A very tidy piece of work, which only required me to attach the other end of the coax to the splitter and away we’d go. My figuring was, hook what we’ve got into the splitter and I’d see how the picture was and make adjustments later; worst case scenario was that our TV reception for a week would consist of bunny ears. Except the modern coax differs from what’s already in the house in two ways: firstly, it’s aluminium shielded instead of copper; secondly it’s smaller and thus the mounting clamp in the splitter wouldn’t actually grip the de-sheathed coax.

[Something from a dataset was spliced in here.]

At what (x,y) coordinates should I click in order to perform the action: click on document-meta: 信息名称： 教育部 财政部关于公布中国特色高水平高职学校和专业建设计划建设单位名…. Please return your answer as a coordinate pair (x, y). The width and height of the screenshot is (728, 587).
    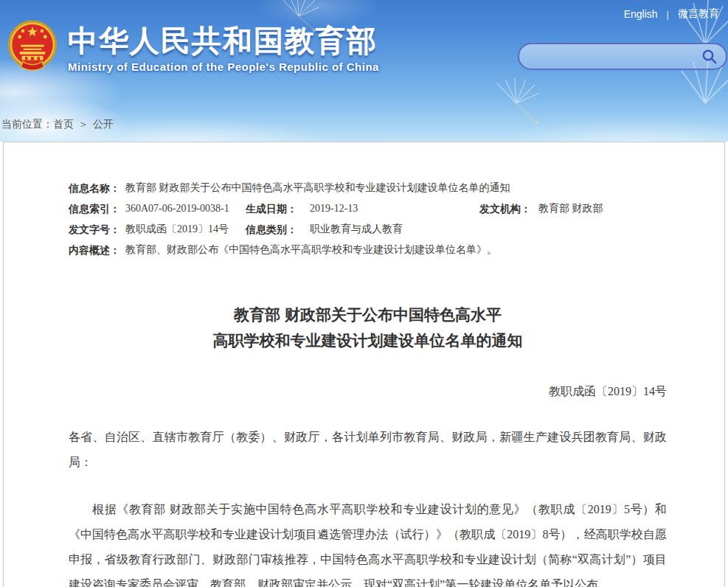
    Looking at the image, I should click on (367, 219).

I ended up creating a solid mechanical connection by restoring the sheath on the top half of the coax.
Testing revealed a miraculously improved analogue picture quality, including rock-solid SBS reception and Channel 31 visibility. Some negative ghosting was evident, and the Channel 31 picture could improve a little more, so perhaps there will be some fine tuning of the direction next weekend utilising the advanced technolgoy of our radio phone. The splitter doesn’t seem to be detracting too greatly from the signal, so it could be staying. I ought to get some 75 ohm resisters ‘tho. I think there are only two active leads from the four-way splitter.
Signal strength reported by the HDTV cards on all channels has improved to the 95-98% range.